The performance tracker assesses how public services have coped during another tumultuous year.
Download the Performance Tracker 2023
‘The current situation is unsustainable. Whoever forms the next government will likely face huge public and political pressure to provide public services with more generous financial settlements.’
Jeffrey Matsu, CIPFA Chief Economist
Our public services are crumbling
Last year's Performance Tracker painted a picture of a sector in crisis, and this year's is no different. Public services that have for years been creaking, are now crumbling. The public is experiencing first-hand the consequences of successive governments’ short-term policy making.
The report demonstrates that the sector has not been able to recover since the pandemic. In fact, eight out of the nine public services featured performed worse in 2023 than on the eve of the pandemic.
Days before the start of the school year, the government closed more than 100 schools, fearing that they may collapse. Criminal courts are experiencing a record high of backlogs, and rough sleeping has seen a sharp increase.
More worrying still, the gap in achievement between more affluent and less well-off pupils has grown. GP numbers are declining and in the police the number of charges are falling, despite an increase in the number of officers.
These are not isolated problems in individual services, but rather structural system-wide failures. They have been caused by a lack of adequate funding and historic underinvestment in capital infrastructure.
An underpaid striking workforce simply do not have the time or resources to provide the level of service they desperately strive to. This cycle of short-term fire fighting needs to be broken and replaced by long-term settlements.
Public service performance improvement is possible but requires a big change in government’s approach
Fixing the problems described in this report will take time and will not be easy. After a decade of sustained funding pressure, there is no meaningful fat to trim without damaging public service performance further. But higher standards could be achieved with existing funding and staffing levels – if services are reformed to work more productively. Such improvements will, however, require a different approach from government.
This report does not set out to produce an exhaustive list of solutions – that will involve political choices – but instead sets six key commitments that any government serious about addressing the decline in public services must make:
- A new multi-year budget for each public service that is sufficient to enable politically sustainable performance levels without emergency top-ups.
- A long-term capital programme, which addresses the UK’s historic and comparative lack of investment in public sector buildings, equipment and IT.
- A stable long-term policy agenda with clear political and official leadership, which addresses the unsustainable levels of churn among ministers, officials and policy makers.
- An improved approach to workforce management, including on setting pay, workforce planning and enhancing working conditions, to reset the relationship with public service staff and resolve recruitment and retention problems.
- A focus on real-world outcomes that builds on previous plans and encourages coordination between departments, rather than simply focusing on inputs and outputs.
- A more balanced approach to resourcing between acute and preventative services, with a greater focus on preventative services in order to provide support before problems escalate.
Last year's Performance Tracker painted a picture of a sector in crisis, and this year's is no different. Public services that have for years been creaking, are now crumbling. The public is experiencing firsthand the consequences of successive governments’ short-term policy making.
Read our summary of Performance Tracker 2023
We have summarised how nine public services have performed over the last year in response to both the long-term funding challenges and multiple crises that have impacted our society - the task of the challenge cannot be underestimated. There are nine summarised chapters, as well as a summary of the cross service analysis. In the absence of serious action to improve public service productivity, the government risks getting stuck in a ‘doom loop’, with the perpetual state of crisis burning out staff and preventing services from taking the best long-term decisions. Escaping this will not be easy and whoever forms the next government will be hindered by the short-sighted decisions of its predecessors.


All pictures are to be dropped, and everything else in the data duplicated exactly.

--- START ---

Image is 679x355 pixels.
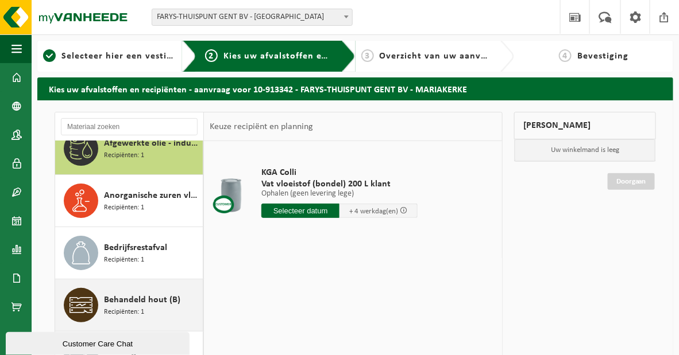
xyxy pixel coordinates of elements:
[104,241,167,255] span: Bedrijfsrestafval
[43,49,56,62] span: 1
[37,78,673,100] h2: Kies uw afvalstoffen en recipiënten - aanvraag voor 10-913342 - FARYS-THUISPUNT GENT BV - MARIAKERKE
[261,190,417,198] p: Ophalen (geen levering lege)
[104,203,144,214] span: Recipiënten: 1
[55,227,203,280] button: Bedrijfsrestafval Recipiënten: 1
[261,167,417,179] span: KGA Colli
[61,118,198,136] input: Materiaal zoeken
[380,52,501,61] span: Overzicht van uw aanvraag
[559,49,571,62] span: 4
[104,293,180,307] span: Behandeld hout (B)
[361,49,374,62] span: 3
[6,330,192,355] iframe: chat widget
[608,173,655,190] a: Doorgaan
[104,150,144,161] span: Recipiënten: 1
[104,137,200,150] span: Afgewerkte olie - industrie in 200lt
[55,123,203,175] button: Afgewerkte olie - industrie in 200lt Recipiënten: 1
[223,52,381,61] span: Kies uw afvalstoffen en recipiënten
[104,307,144,318] span: Recipiënten: 1
[152,9,352,25] span: FARYS-THUISPUNT GENT BV - MARIAKERKE
[104,189,200,203] span: Anorganische zuren vloeibaar in kleinverpakking
[55,280,203,332] button: Behandeld hout (B) Recipiënten: 1
[205,49,218,62] span: 2
[152,9,353,26] span: FARYS-THUISPUNT GENT BV - MARIAKERKE
[55,175,203,227] button: Anorganische zuren vloeibaar in kleinverpakking Recipiënten: 1
[104,255,144,266] span: Recipiënten: 1
[514,112,656,140] div: [PERSON_NAME]
[349,208,398,215] span: + 4 werkdag(en)
[261,204,339,218] input: Selecteer datum
[204,113,319,141] div: Keuze recipiënt en planning
[261,179,417,190] span: Vat vloeistof (bondel) 200 L klant
[515,140,655,161] p: Uw winkelmand is leeg
[61,52,185,61] span: Selecteer hier een vestiging
[577,52,628,61] span: Bevestiging
[43,49,173,63] a: 1Selecteer hier een vestiging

--- END ---

> **ANSWER SECTION**:
Image is 679x355 pixels.
xyxy pixel coordinates of elements:
[104,241,167,255] span: Bedrijfsrestafval
[43,49,56,62] span: 1
[37,78,673,100] h2: Kies uw afvalstoffen en recipiënten - aanvraag voor 10-913342 - FARYS-THUISPUNT GENT BV - MARIAKERKE
[261,190,417,198] p: Ophalen (geen levering lege)
[104,203,144,214] span: Recipiënten: 1
[55,227,203,280] button: Bedrijfsrestafval Recipiënten: 1
[261,167,417,179] span: KGA Colli
[61,118,198,136] input: Materiaal zoeken
[380,52,501,61] span: Overzicht van uw aanvraag
[559,49,571,62] span: 4
[104,293,180,307] span: Behandeld hout (B)
[361,49,374,62] span: 3
[6,330,192,355] iframe: chat widget
[608,173,655,190] a: Doorgaan
[104,150,144,161] span: Recipiënten: 1
[104,137,200,150] span: Afgewerkte olie - industrie in 200lt
[55,123,203,175] button: Afgewerkte olie - industrie in 200lt Recipiënten: 1
[223,52,381,61] span: Kies uw afvalstoffen en recipiënten
[104,307,144,318] span: Recipiënten: 1
[152,9,352,25] span: FARYS-THUISPUNT GENT BV - MARIAKERKE
[104,189,200,203] span: Anorganische zuren vloeibaar in kleinverpakking
[55,280,203,332] button: Behandeld hout (B) Recipiënten: 1
[205,49,218,62] span: 2
[152,9,353,26] span: FARYS-THUISPUNT GENT BV - MARIAKERKE
[55,175,203,227] button: Anorganische zuren vloeibaar in kleinverpakking Recipiënten: 1
[104,255,144,266] span: Recipiënten: 1
[514,112,656,140] div: [PERSON_NAME]
[349,208,398,215] span: + 4 werkdag(en)
[261,204,339,218] input: Selecteer datum
[204,113,319,141] div: Keuze recipiënt en planning
[261,179,417,190] span: Vat vloeistof (bondel) 200 L klant
[515,140,655,161] p: Uw winkelmand is leeg
[61,52,185,61] span: Selecteer hier een vestiging
[577,52,628,61] span: Bevestiging
[43,49,173,63] a: 1Selecteer hier een vestiging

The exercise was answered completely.